Last year, worldwide, people experienced sadness, stress, worry, anger and physical pain more frequently than they have at any point since 2005. That makes 2017 the most miserable year in a decade according to Gallup’s annual Global Emotions Report, which gauges the emotional state of the world to determine the saddest and happiest countries. Last year was the most “negative” year, possibly because it was dominated by war, political divisiveness, and humanitarian crises around the world, the report concludes.
Gallup polled 154,000 adults in more than 145 countries, including India. The polling company found that, worldwide, nearly four in 10 people experienced stress, worry or sadness the previous day. Additionally, one in five people reported feeling anger, and one in three suffered physical pain, in the 24 hours leading up to the survey.
“This is the first time that we’ve seen a really significant uptick in negative emotions,” said Julie Ray, the chief writer and editor of the report and survey. “It’s as high as we’ve ever measured it.”
The Central African Republic (CAR) replaced Iraq as the most negative country in the world, with three-quarters of residents saying they experienced physical pain and worry the previous day.
India showed mixed results in the recent survey, falling in the mid-range for negativity reporting. But reports earlier this year say the country fell 15 places across three years in the United Nation’s World Happiness Report 2018 (which is primarily based on Gallup data). Weaker social support networks, a less generous society, fewer reasons to experience positive emotions were some reasons for why Indians felt unhappy according to the survey.
Gallup’s conclusions aren’t, perhaps, rocket science, but they do validate what many of us have been feeling and sharing with each other. The world has seemed like a different place in the past year or so — more angry, more reactionary, less safe. But if this data speaks to anything, it’s the resilience of the human spirit — Gallup’s Positive Experience Index, the complement to its negative experience gauge, also found that seven in 10 adults globally had felt “a lot of enjoyment, smiled or laughed a lot, felt well-rested and felt treated with respect” in the 24 hours before the poll, which means positive and negative emotions are overlapping. Things aren’t all bad, even if they’re not all good.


_Your assignment_: Only the lines from the one containing "The image size is (737, 338)." through the end of the entries are wanted, retyped exactly and without pictures.

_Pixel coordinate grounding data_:
★ ★ ★ ★ ★

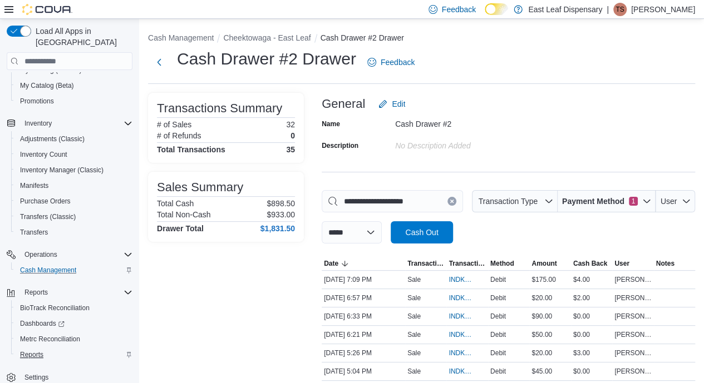 The image size is (704, 383). I want to click on a: Transfers, so click(34, 233).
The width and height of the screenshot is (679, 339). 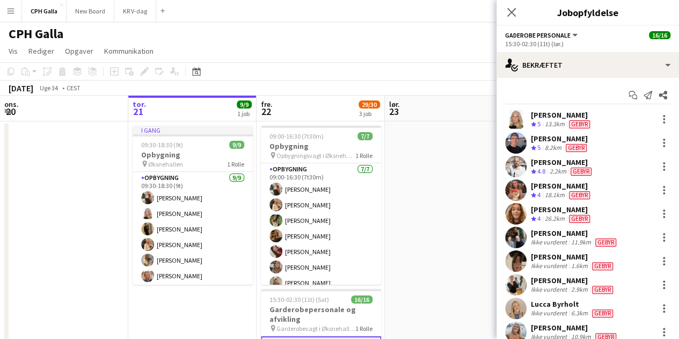 What do you see at coordinates (79, 51) in the screenshot?
I see `span: Opgaver` at bounding box center [79, 51].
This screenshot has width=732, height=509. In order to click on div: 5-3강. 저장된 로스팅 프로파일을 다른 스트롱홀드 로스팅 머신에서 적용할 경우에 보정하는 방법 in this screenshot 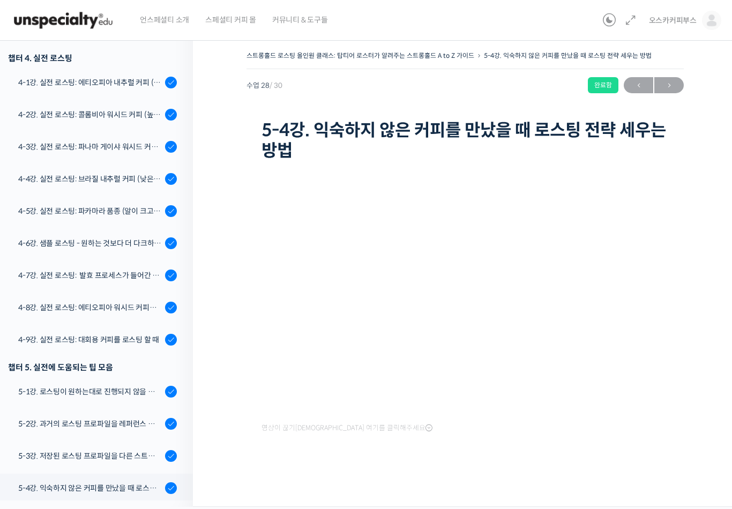, I will do `click(90, 456)`.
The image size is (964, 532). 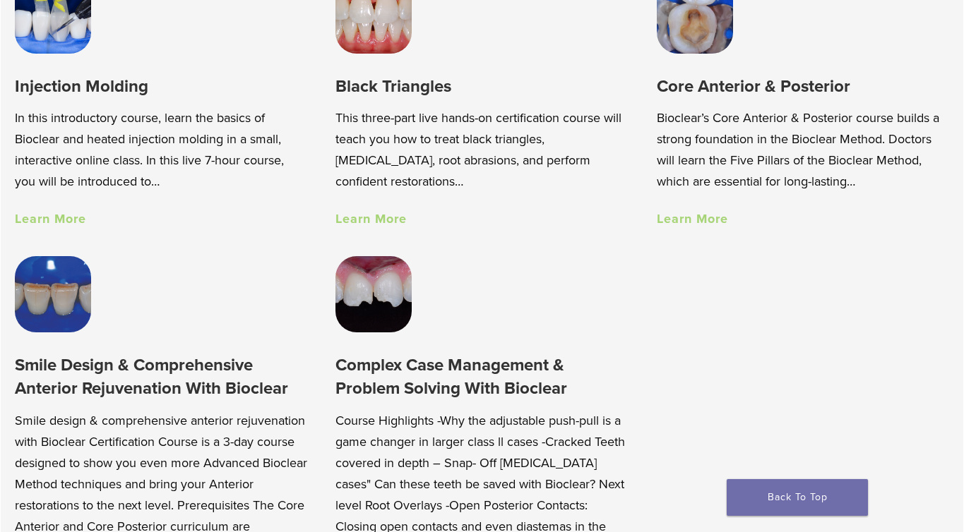 I want to click on h3: Smile Design & Comprehensive Anterior Rejuvenation With Bioclear, so click(x=161, y=377).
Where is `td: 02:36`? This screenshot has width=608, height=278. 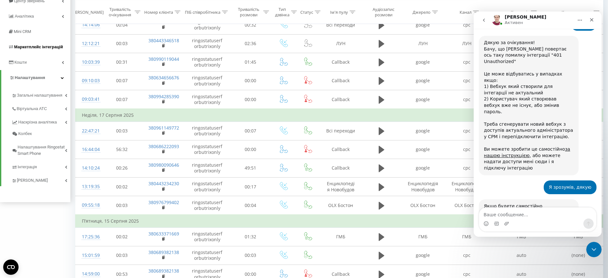
td: 02:36 is located at coordinates (250, 44).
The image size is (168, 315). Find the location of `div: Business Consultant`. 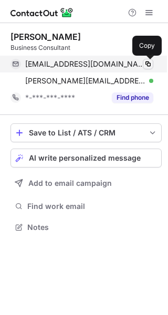

div: Business Consultant is located at coordinates (86, 48).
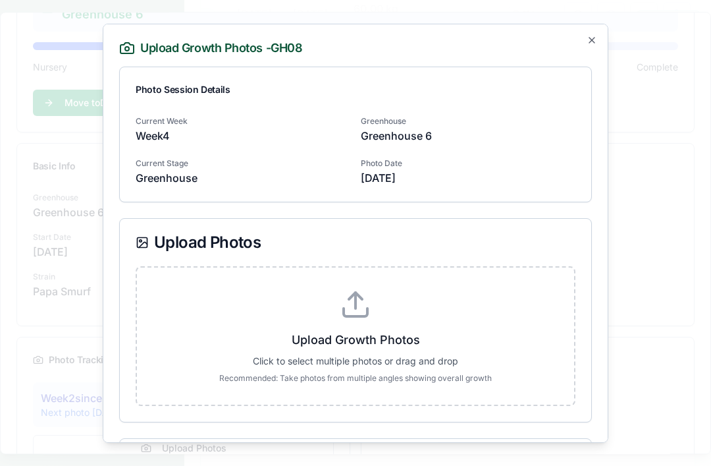 The image size is (711, 466). Describe the element at coordinates (356, 339) in the screenshot. I see `p: Upload Growth Photos` at that location.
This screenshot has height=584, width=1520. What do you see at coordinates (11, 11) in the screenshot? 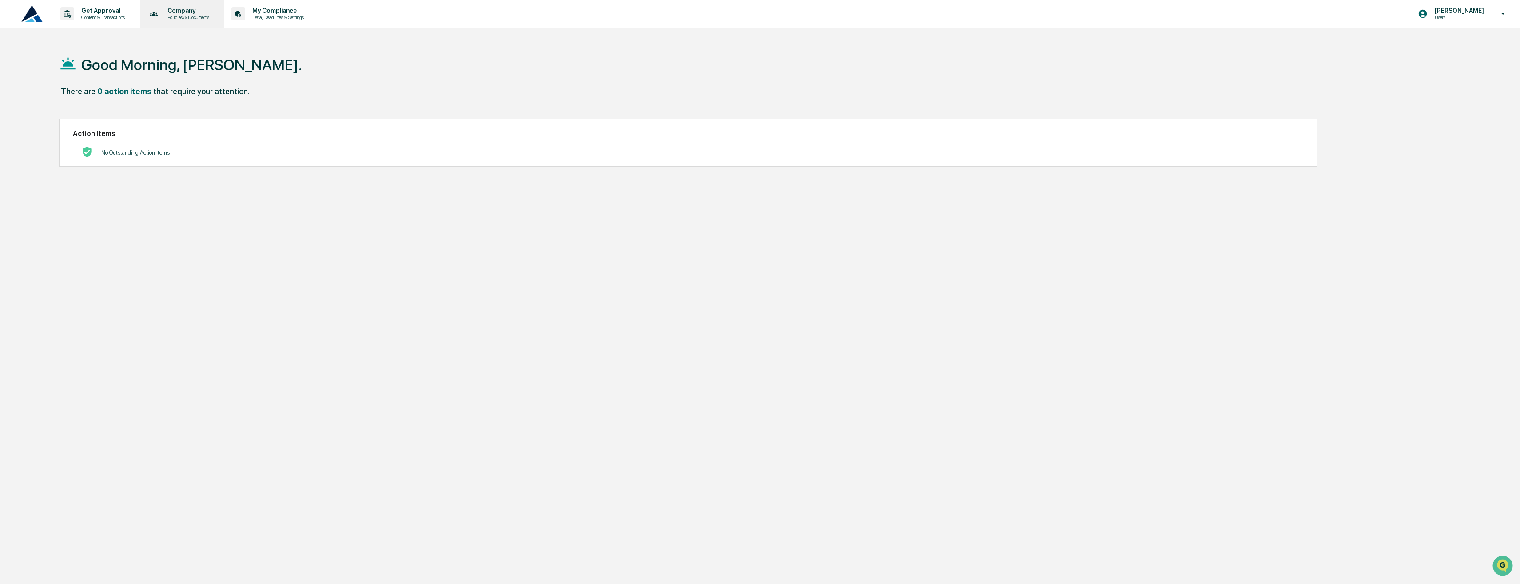
I see `button: Open customer support` at bounding box center [11, 11].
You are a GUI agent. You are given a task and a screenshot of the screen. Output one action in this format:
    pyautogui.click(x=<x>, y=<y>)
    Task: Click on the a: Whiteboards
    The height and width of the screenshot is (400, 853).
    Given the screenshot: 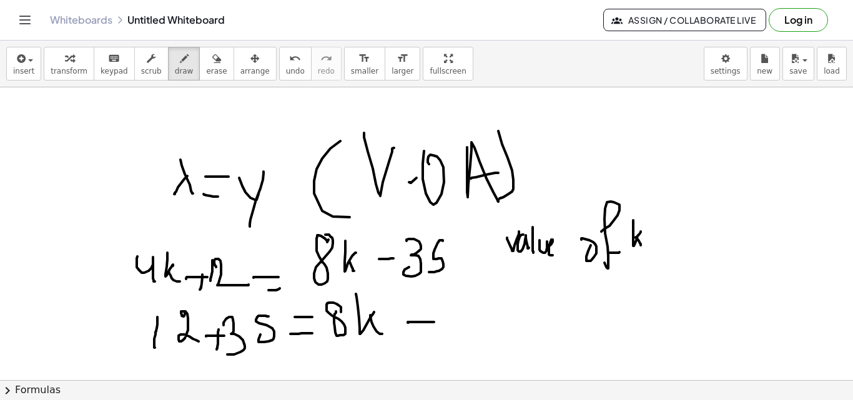 What is the action you would take?
    pyautogui.click(x=81, y=20)
    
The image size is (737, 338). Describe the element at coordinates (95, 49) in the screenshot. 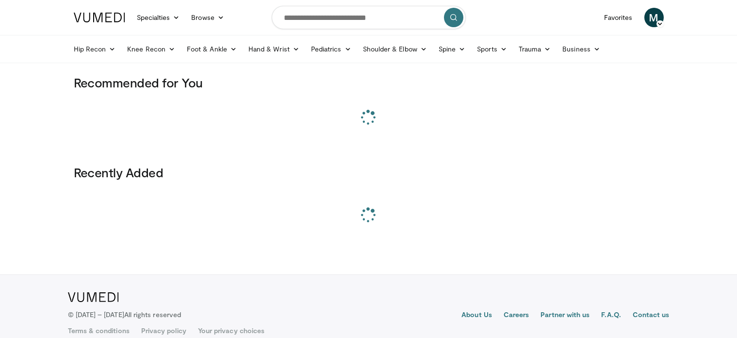

I see `a: Hip Recon` at that location.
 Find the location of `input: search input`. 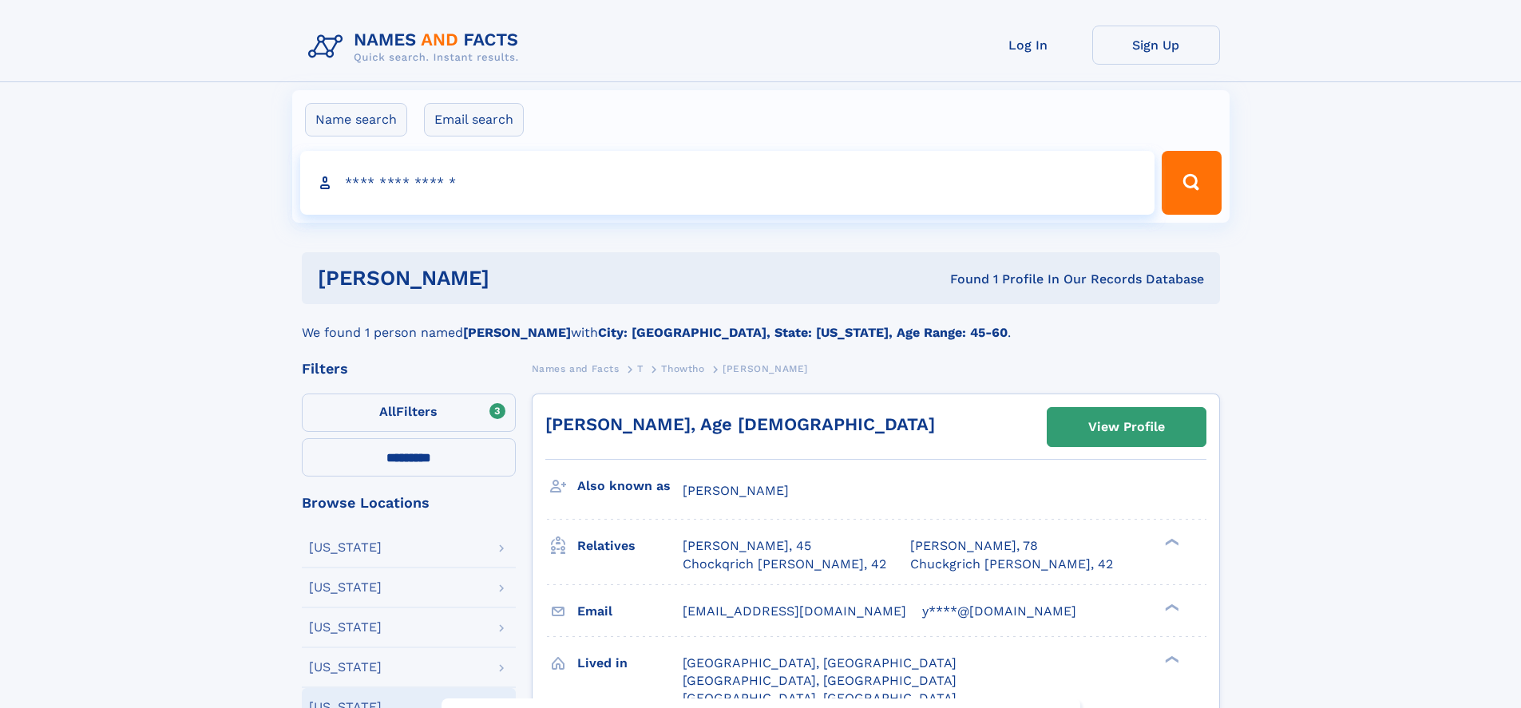

input: search input is located at coordinates (727, 183).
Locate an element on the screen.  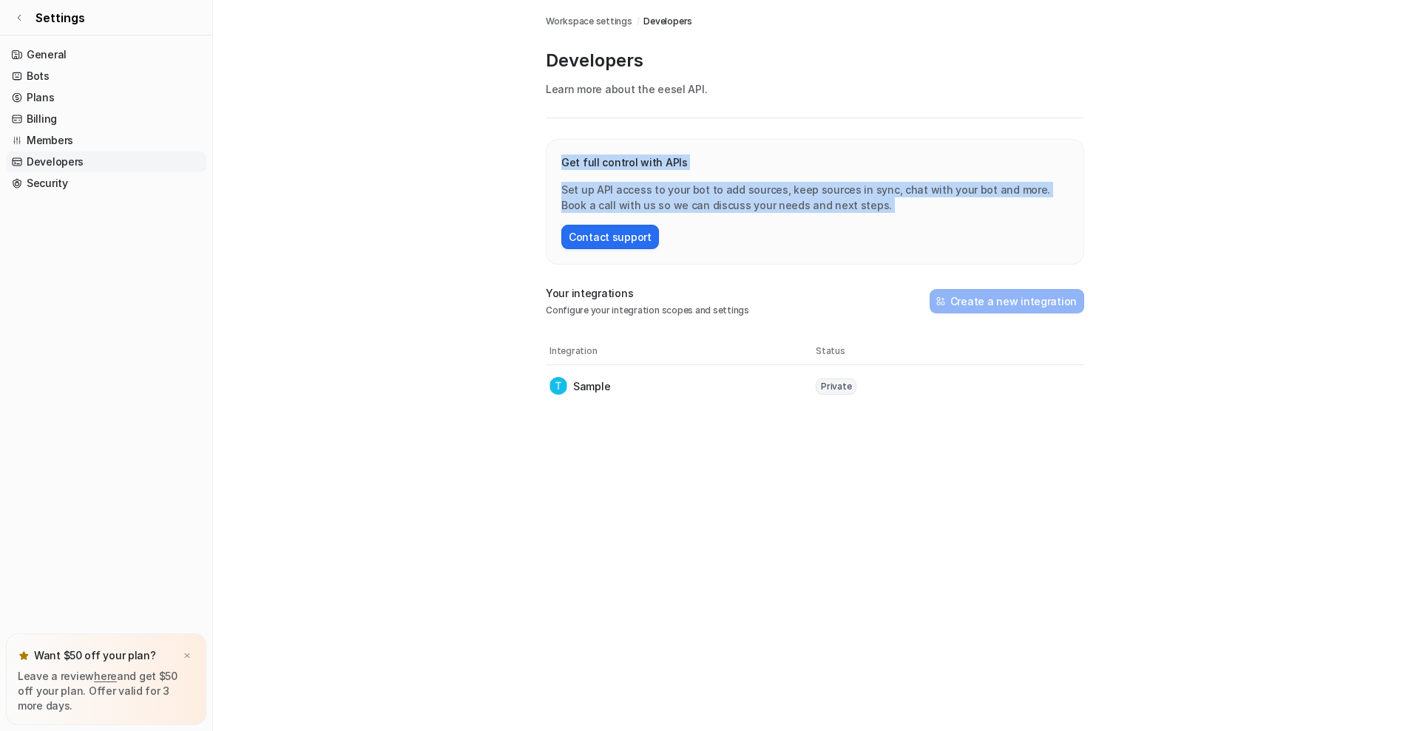
a: Plans is located at coordinates (106, 98).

★ ★ ★ ★ ★

_Task solution_:
The image size is (737, 338). Describe the element at coordinates (95, 49) in the screenshot. 

I see `a: Hip Recon` at that location.
 Find the location of `input: search input`. 

input: search input is located at coordinates (727, 183).
Locate an element on the screen.  
a: Plans is located at coordinates (106, 98).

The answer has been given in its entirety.